As we enter the lame duck, there is no stand alone bill or specific amendment that targets STEM PhD immigrants for relief. The National Defense Authorization Act (NDAA) had a provision for immigrants with advanced degrees in STEM but, like the documented dreamer effort, the amendment was not part of the manager’s amendment.

There had been a House-side effort led by Silicon Valley Congresswoman Zoe Lofgren to include STEM PhD relief in NDAA, but the provision was sunk on procedural grounds: the amendment would open the NDAA up to be a revenue measure with significant budgetary impact. The NDAA has never been a revenue bill, as that would result in opening the floodgates to a variety of other unrelated revenue amendments and potential origination clause issues.

Because the STEM PhD amendment had budgetary impact, it required Congressional Budget Office (CBO) scoring, which has a huge impact on whether a bill lives or dies in Congress. Big line items on huge price tags are easy fodder for political attacks on the overall legislation. The nonpartisan CBO associates huge costs on migrants - any migrants - and their dependents when evaluating relief legislation.

"They just make estimates that are completely unrealistic," Lofgren told me in June. "These are people with PhDs that are going to have very high salaries and pay a lot of taxes."

The plight of STEM PhD migrants are another example of how senselessly restrictive immigration policy undermines economic resiliency across industries. The U.S. needs these workers, but is unwilling to incentivize their migration with an eventual citizenship pathway.

Are you a STEM PhD impacted by U.S. immigration policies?

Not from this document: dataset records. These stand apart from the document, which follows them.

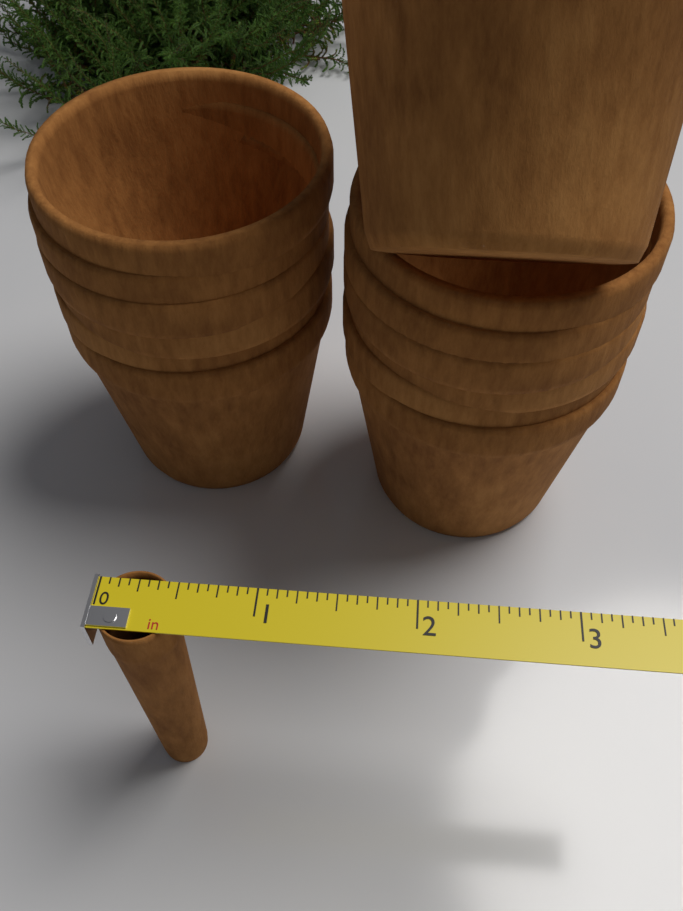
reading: 0.5000 in
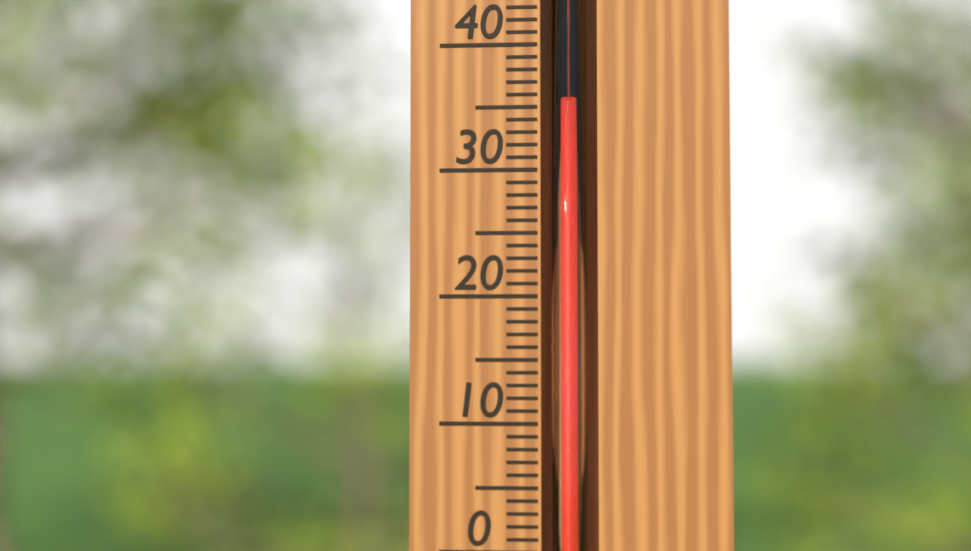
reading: 35 °C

I’d love to hear from you as we continue to watch this policy space…

Midterm Spotlight: Pennsylvania Senate Race

Polling is all over the place in several close Senate races this week - especially in Pennsylvania where, in the last week, reports show voters swinging back and forth between John Fetterman and Mehmet Oz who are campaigning to replace retiring GOP Senator Pat Toomey.

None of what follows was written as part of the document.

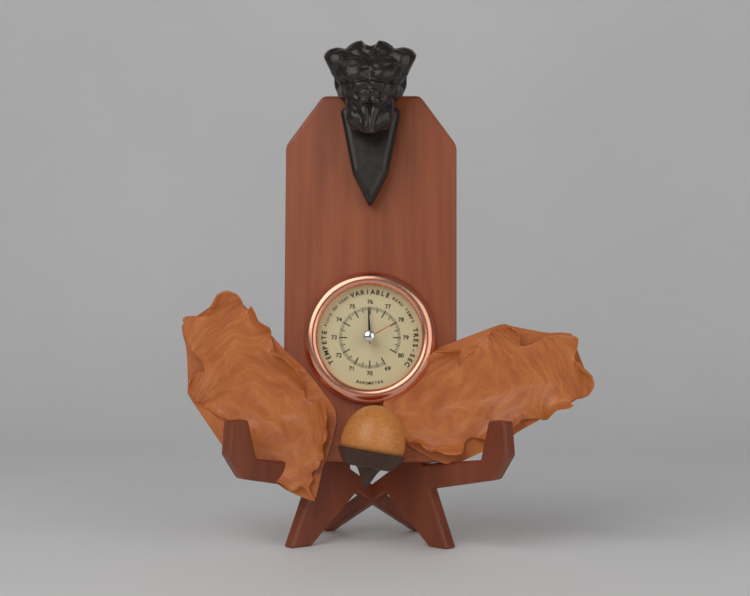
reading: 75.9 (no unit)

Political Twitter was quick to point out that Fetterman’s performance on the debate stage last night against Oz left much to be desired. The Democratic Mayor of Braddock suffered a stroke in May that has shrouded his candidacy (however unfairly) in pathos.

Fetterman’s wife, Gisele Barreto Fetterman, is an immigrant from Brazil, having moved undocumented to New York City when she was 7 years-old.

“John has seen my journey, my family’s journey as immigrants to this country,” Barreto Fetterman told me last month. She says if elected, her husband would be a champion for immigrant relief policies, especially for the undocumented community.

Regrettably, my phone didn’t capture audio of the interview where I asked her several specific questions about relief policies affecting both undocumented and documented migrants … but suffice to say Barreto Fetterman was impressively knowledgeable and assured me that her husband was on board with helping migrants, if elected.

Granted, assurances from the candidate’s partner are not assurances from the candidate which, in turn, are a long, far cry from an actual vote on the floor for immigrant relief policies by an actual United States Senator … but having a formerly undocumented latina among the Senate spouses in the next Congress would be something new.

Of course, this is all moot if Oz beats Fetterman for the Pennsylvania Senate seat. If elected, Oz has promised to be hawkish on undocumented immigration, despite the fact that his wife’s company, which claims to employ 35,000 “vegitation management specialists”, faced a $95 million dollar fine from ICE in 2017 for employing undocumented workers. Oz and his wife Lisa told the New York Post in February that they were “passive shareholders” in the company at the time of the ICE fine.

As for Oz’s position on legal immigration, it doesn’t appear that he’s been pressed on the matter so far on the campaign trail, where nuanced discussions of immigration policy have been rare. Instead, Oz and GOP candidates nationwide have pushed a crime narrative riddled with falsehoods that allows the party to attack non-voting immigrants as this election cycle’s main bogeymen (and bogeywomen).

I’ll keep watching Pennsylvania closely. Meanwhile, if you want to know more about the race, check out this really great profile by Abby Vesoulis for Mother Jones. It’s well worth a read.